The Migrant and Seasonal Agricultural Worker Protection Act (MSPA) is a federal law that sets basic protections for migrant and seasonal farmworkers. It requires farm labor contractors and agricultural employers to follow rules on wages, housing, transportation, disclosures, and recordkeeping.
For transportation, MSPA requires that anyone who uses or arranges vehicles to take migrant or seasonal farmworkers to or from work must, with limited exceptions:
These transportation standards apply whether or not the employer charges the workers for the ride.
In a Wage and Hour Division (WHD) investigation, two main types of money amounts can be assessed:
The exact arithmetic for each case isn’t publicly broken down, but these are the standard methods and factors WHD applies under MSPA and its regulations.
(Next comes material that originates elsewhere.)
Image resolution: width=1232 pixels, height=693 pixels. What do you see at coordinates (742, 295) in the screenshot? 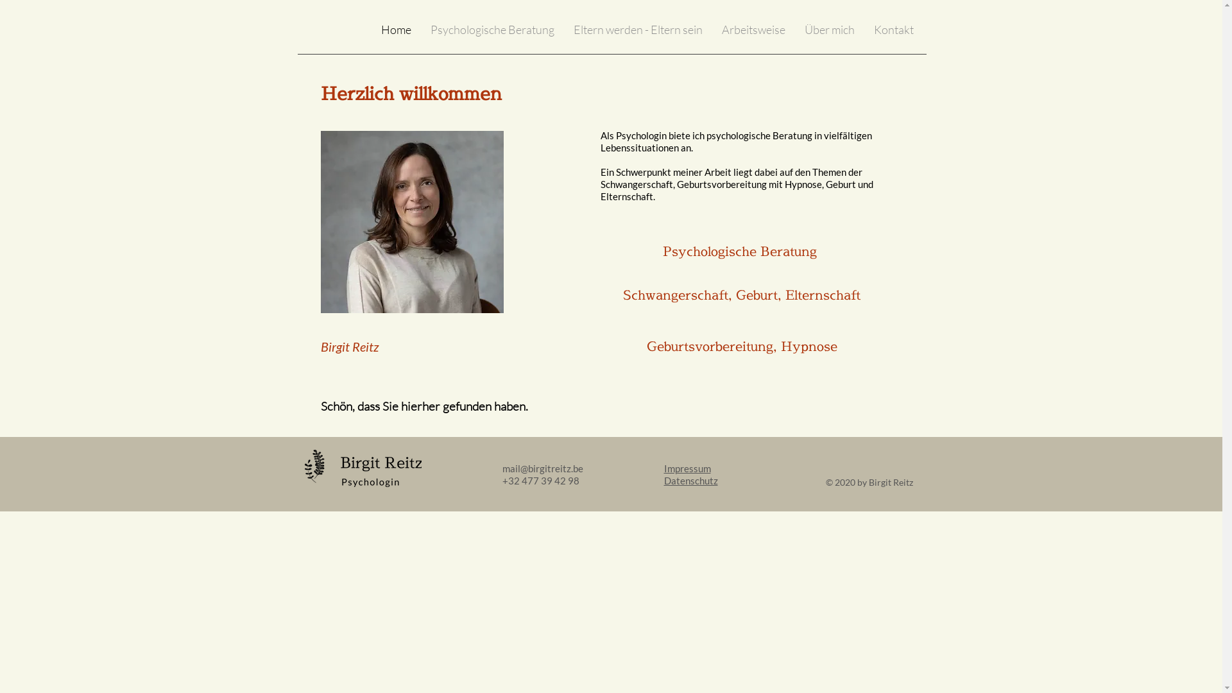
I see `Schwangerschaft, Geburt, Elternschaft` at bounding box center [742, 295].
The Wage and Hour Division (WHD) is the part of the U.S. Department of Labor that enforces many federal labor laws, including minimum wage and overtime (FLSA), family and medical leave (FMLA), child labor rules, and laws that protect farmworkers such as MSPA and H‑2A.
How workers can use WHD:
How employers can use WHD resources:
A consent judgment is a court order that reflects an agreement (settlement) between the parties, rather than a judgment issued after a trial.
In this case:
What it means about guilt:
Publicly available information describes this as a civil enforcement action by the U.S. Department of Labor under MSPA and related wage laws. The consent judgment and DOL news release address civil remedies only: back wages, civil money penalties, and an injunction against future violations.
News coverage of the Feb. 23, 2024 crash and the DOL lawsuit does not report any criminal charges against Lion Farms or its owners arising from this case, and the DOL’s MSPA authority here is civil, not criminal. There may be separate law‑enforcement or traffic investigations (for example, by the California Highway Patrol into the crash itself), but no criminal charges related to MSPA or the wage violations have been reported as of the information available.
The court order primarily forces Lion Farms to bring its practices into line with MSPA’s transportation and recordkeeping rules. In day‑to‑day terms, this means:
Because these obligations are now in a federal court injunction, non‑compliance exposes Lion Farms to further legal penalties (including possible contempt of court), giving it a strong incentive to maintain safe, legal transportation and proper records in its routine operations.
Yes. The consent judgment and the DOL release both make clear that the individual owners—Alfred, Bruce, and Daniel Lion—are defendants along with Lion Farms LLC and are jointly responsible for paying the back wages and civil money penalties and for complying with the injunction.
Under MSPA, “any person” who is an employer or who owns or controls a covered business can be held personally liable if they meet the law’s definition of “employer,” which includes individuals who hire, employ, or otherwise control the work of migrant or seasonal agricultural workers. Courts and the Department of Labor regularly treat corporate entities and the individuals who manage them as “joint employers” under MSPA and similar wage‑and‑hour laws, making them jointly and severally liable for back wages and penalties.
In this case, the complaint and consent judgment identify the Lions as owners/operators of Lion Farms and employers of the affected workers, so they are personally bound by the court order and liable for the amounts owed.